1
Trouble in Paradise
(Siskel, October 7, 11)
UCLA’s 35mm restoration of one of American cinema’s greatest bits of perfection, delirious yet precise, elegant yet amoral, a comic collaboration between director Ernst Lubitsch, screenwriter Samson Raphaelson and actors Miriam Hopkins and Herbert Marshall.
2
Fox and His Friends
(Siskel, October 4)
Love is a transaction. A brute beauty, Fassbinder’s quietly savage 1975 x-ray of a simple man’s exploitation by wealthier friends after a windfall should burst from the big screen; on the recently-issued Criterion Blu-ray of this restoration, 1970s German life rises to dank existence again.
3
La Chinoise
(Siskel, October 6-8, 10-12)
Godard, restored. Colors, bright. Politics, discordant. Wit? Mordant.
4
Smithereens
(Chicago Film Society at Music Box, Monday, October 9)
A 35mm print of the debut feature by Susan Seidelman (“Desperately Seeking Susan”) that parades the punk scene of the 1982 Lower East Side, including Richard Hell, Amos Poe, Cookie Mueller and a young Chris Noth as “transvestite prostitute in van.”
5
The 53rd Chicago International Film Festival
(River East, October 12-26)
The first edition under the watch of newly elevated Mimi Plauché, only the second artistic director since Michael Kutza founded the annual event in 1964.
Ray Pride is Newcity’s film critic and a contributing editor to Filmmaker magazine.
His multimedia history of Chicago “Ghost Signs” will be published in 2023.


Task item:
Would you return the listing that follows exactly, leaving its pictures behind?

Listed records Block Start

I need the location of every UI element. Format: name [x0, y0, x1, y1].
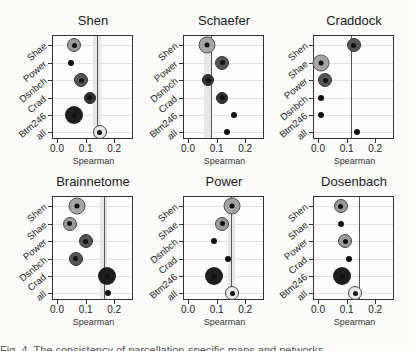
y-tick-label: all: [165, 288, 179, 303]
x-tick-label: 0.2: [102, 304, 126, 315]
gridline: [184, 115, 263, 116]
data-point: [69, 252, 83, 266]
x-tick-label: 0.2: [102, 143, 126, 154]
y-tick: [48, 80, 52, 81]
y-tick: [309, 45, 313, 46]
y-tick: [48, 206, 52, 207]
x-tick-label: 0.1: [335, 143, 359, 154]
y-tick: [309, 206, 313, 207]
gridline: [53, 45, 132, 46]
y-tick: [309, 132, 313, 133]
x-tick-label: 0.1: [205, 304, 229, 315]
reference-line: [359, 197, 360, 299]
data-point: [65, 106, 83, 124]
y-tick-label: Shae: [155, 219, 179, 242]
x-tick-label: 0.0: [176, 143, 200, 154]
gridline: [314, 224, 393, 225]
data-point: [347, 38, 361, 52]
y-tick: [179, 259, 183, 260]
y-tick-label: Shen: [285, 40, 309, 63]
y-tick-label: Shae: [24, 40, 48, 63]
data-point: [318, 112, 324, 118]
data-point: [68, 60, 74, 66]
panel-brainnetome: BrainnetomeShenShaePowerDsnbchCradall0.0…: [0, 161, 135, 326]
gridline: [53, 293, 132, 294]
data-point: [211, 238, 217, 244]
data-point: [334, 199, 348, 213]
y-tick: [309, 293, 313, 294]
y-tick-label: Shae: [285, 58, 309, 81]
plot-area: ShenPowerDsnbchCradBtm246all0.00.10.2Spe…: [183, 35, 264, 139]
x-tick-label: 0.1: [74, 304, 98, 315]
y-tick: [309, 276, 313, 277]
x-axis-title: Spearman: [184, 317, 265, 327]
gridline: [184, 241, 263, 242]
x-tick-label: 0.0: [306, 304, 330, 315]
panel-power: PowerShenShaeDsnbchCradBtm246all0.00.10.…: [131, 161, 266, 326]
y-tick: [48, 224, 52, 225]
data-point: [84, 92, 96, 104]
gridline: [314, 259, 393, 260]
gridline: [184, 259, 263, 260]
y-tick: [179, 45, 183, 46]
data-point: [93, 125, 107, 139]
gridline: [314, 241, 393, 242]
data-point: [67, 38, 81, 52]
panel-title: Craddock: [313, 13, 395, 28]
data-point: [346, 256, 352, 262]
gridline: [53, 63, 132, 64]
data-point: [202, 74, 214, 86]
figure-caption: Fig. 4. The consistency of parcellation-…: [0, 344, 415, 351]
y-tick-label: Shen: [155, 40, 179, 63]
data-point: [105, 290, 111, 296]
data-point: [348, 286, 362, 300]
x-tick-label: 0.0: [176, 304, 200, 315]
data-point: [79, 234, 93, 248]
y-tick: [309, 98, 313, 99]
y-tick: [179, 98, 183, 99]
y-tick: [179, 293, 183, 294]
y-tick: [309, 115, 313, 116]
x-tick-label: 0.1: [74, 143, 98, 154]
y-tick: [179, 63, 183, 64]
y-tick-label: Shen: [285, 201, 309, 224]
data-point: [318, 95, 324, 101]
data-point: [205, 267, 223, 285]
y-tick-label: Shen: [155, 201, 179, 224]
x-tick-label: 0.2: [233, 143, 257, 154]
panel-title: Dosenbach: [313, 174, 395, 189]
gridline: [184, 293, 263, 294]
data-point: [215, 56, 229, 70]
x-tick-label: 0.1: [335, 304, 359, 315]
y-tick: [309, 80, 313, 81]
x-axis-title: Spearman: [314, 317, 395, 327]
y-tick: [309, 241, 313, 242]
gridline: [314, 276, 393, 277]
panel-schaefer: SchaeferShenPowerDsnbchCradBtm246all0.00…: [131, 0, 266, 165]
panel-craddock: CraddockShenShaePowerDsnbchBtm246all0.00…: [261, 0, 396, 165]
data-point: [198, 37, 215, 54]
data-point: [318, 73, 332, 87]
data-point: [74, 73, 88, 87]
x-axis-title: Spearman: [53, 317, 134, 327]
y-tick-label: Shae: [24, 219, 48, 242]
y-tick: [48, 98, 52, 99]
plot-area: ShenShaeDsnbchCradBtm246all0.00.10.2Spea…: [183, 196, 264, 300]
data-point: [333, 267, 351, 285]
x-tick-label: 0.2: [233, 304, 257, 315]
panel-title: Brainnetome: [52, 174, 134, 189]
gridline: [314, 115, 393, 116]
plot-area: ShenShaePowerDsnbchBtm246all0.00.10.2Spe…: [313, 35, 394, 139]
plot-area: ShenShaePowerCradBtm246all0.00.10.2Spear…: [313, 196, 394, 300]
panel-shen: ShenShaePowerDsnbchCradBtm246all0.00.10.…: [0, 0, 135, 165]
panel-title: Power: [183, 174, 265, 189]
panel-title: Shen: [52, 13, 134, 28]
y-tick: [48, 132, 52, 133]
y-tick-label: all: [34, 288, 48, 303]
gridline: [184, 45, 263, 46]
y-tick-label: Shae: [285, 219, 309, 242]
y-tick: [179, 132, 183, 133]
y-tick: [48, 45, 52, 46]
y-tick-label: all: [165, 127, 179, 142]
y-tick: [48, 241, 52, 242]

Listed records Block End

Finished task:
I need the location of every UI element. Format: name [x0, y0, x1, y1].
y-tick-label: all: [165, 288, 179, 303]
x-tick-label: 0.2: [102, 304, 126, 315]
gridline: [184, 115, 263, 116]
data-point: [69, 252, 83, 266]
x-tick-label: 0.2: [102, 143, 126, 154]
y-tick: [48, 80, 52, 81]
y-tick: [309, 45, 313, 46]
y-tick: [48, 206, 52, 207]
x-tick-label: 0.1: [335, 143, 359, 154]
y-tick: [309, 206, 313, 207]
gridline: [53, 45, 132, 46]
y-tick: [309, 132, 313, 133]
x-tick-label: 0.1: [205, 304, 229, 315]
reference-line: [359, 197, 360, 299]
data-point: [65, 106, 83, 124]
y-tick-label: Shae: [155, 219, 179, 242]
x-tick-label: 0.0: [176, 143, 200, 154]
gridline: [314, 224, 393, 225]
data-point: [347, 38, 361, 52]
y-tick: [179, 259, 183, 260]
y-tick-label: Shen: [285, 40, 309, 63]
y-tick-label: Shae: [24, 40, 48, 63]
data-point: [318, 112, 324, 118]
data-point: [68, 60, 74, 66]
panel-brainnetome: BrainnetomeShenShaePowerDsnbchCradall0.0…: [0, 161, 135, 326]
gridline: [53, 293, 132, 294]
data-point: [211, 238, 217, 244]
data-point: [334, 199, 348, 213]
y-tick: [309, 293, 313, 294]
y-tick-label: Shae: [285, 58, 309, 81]
plot-area: ShenPowerDsnbchCradBtm246all0.00.10.2Spe…: [183, 35, 264, 139]
x-tick-label: 0.1: [74, 304, 98, 315]
y-tick: [309, 276, 313, 277]
x-axis-title: Spearman: [184, 317, 265, 327]
gridline: [184, 241, 263, 242]
x-tick-label: 0.0: [306, 304, 330, 315]
panel-power: PowerShenShaeDsnbchCradBtm246all0.00.10.…: [131, 161, 266, 326]
y-tick: [48, 224, 52, 225]
data-point: [84, 92, 96, 104]
gridline: [314, 259, 393, 260]
gridline: [184, 259, 263, 260]
y-tick: [179, 45, 183, 46]
data-point: [93, 125, 107, 139]
gridline: [314, 241, 393, 242]
data-point: [67, 38, 81, 52]
panel-title: Craddock: [313, 13, 395, 28]
data-point: [346, 256, 352, 262]
gridline: [53, 63, 132, 64]
data-point: [202, 74, 214, 86]
figure-caption: Fig. 4. The consistency of parcellation-…: [0, 344, 415, 351]
y-tick-label: Shen: [155, 40, 179, 63]
data-point: [105, 290, 111, 296]
data-point: [348, 286, 362, 300]
x-tick-label: 0.0: [176, 304, 200, 315]
data-point: [79, 234, 93, 248]
y-tick: [309, 98, 313, 99]
y-tick: [179, 98, 183, 99]
y-tick: [179, 293, 183, 294]
y-tick: [309, 115, 313, 116]
x-tick-label: 0.1: [74, 143, 98, 154]
y-tick: [179, 63, 183, 64]
y-tick-label: Shen: [285, 201, 309, 224]
data-point: [318, 95, 324, 101]
data-point: [205, 267, 223, 285]
y-tick-label: Shen: [155, 201, 179, 224]
x-tick-label: 0.2: [233, 143, 257, 154]
panel-title: Dosenbach: [313, 174, 395, 189]
gridline: [184, 293, 263, 294]
data-point: [215, 56, 229, 70]
x-tick-label: 0.1: [335, 304, 359, 315]
y-tick: [309, 80, 313, 81]
x-axis-title: Spearman: [314, 317, 395, 327]
y-tick: [309, 241, 313, 242]
gridline: [314, 276, 393, 277]
panel-schaefer: SchaeferShenPowerDsnbchCradBtm246all0.00…: [131, 0, 266, 165]
panel-craddock: CraddockShenShaePowerDsnbchBtm246all0.00…: [261, 0, 396, 165]
data-point: [198, 37, 215, 54]
data-point: [318, 73, 332, 87]
data-point: [74, 73, 88, 87]
x-axis-title: Spearman: [53, 317, 134, 327]
y-tick-label: Shae: [24, 219, 48, 242]
y-tick: [48, 98, 52, 99]
plot-area: ShenShaeDsnbchCradBtm246all0.00.10.2Spea…: [183, 196, 264, 300]
data-point: [333, 267, 351, 285]
x-tick-label: 0.2: [233, 304, 257, 315]
panel-title: Brainnetome: [52, 174, 134, 189]
gridline: [314, 115, 393, 116]
plot-area: ShenShaePowerDsnbchBtm246all0.00.10.2Spe…: [313, 35, 394, 139]
plot-area: ShenShaePowerCradBtm246all0.00.10.2Spear…: [313, 196, 394, 300]
panel-shen: ShenShaePowerDsnbchCradBtm246all0.00.10.…: [0, 0, 135, 165]
panel-title: Power: [183, 174, 265, 189]
panel-title: Shen: [52, 13, 134, 28]
y-tick: [48, 132, 52, 133]
y-tick-label: all: [34, 288, 48, 303]
gridline: [184, 45, 263, 46]
y-tick-label: Shae: [285, 219, 309, 242]
y-tick: [179, 132, 183, 133]
y-tick: [48, 45, 52, 46]
y-tick-label: all: [165, 127, 179, 142]
y-tick: [48, 241, 52, 242]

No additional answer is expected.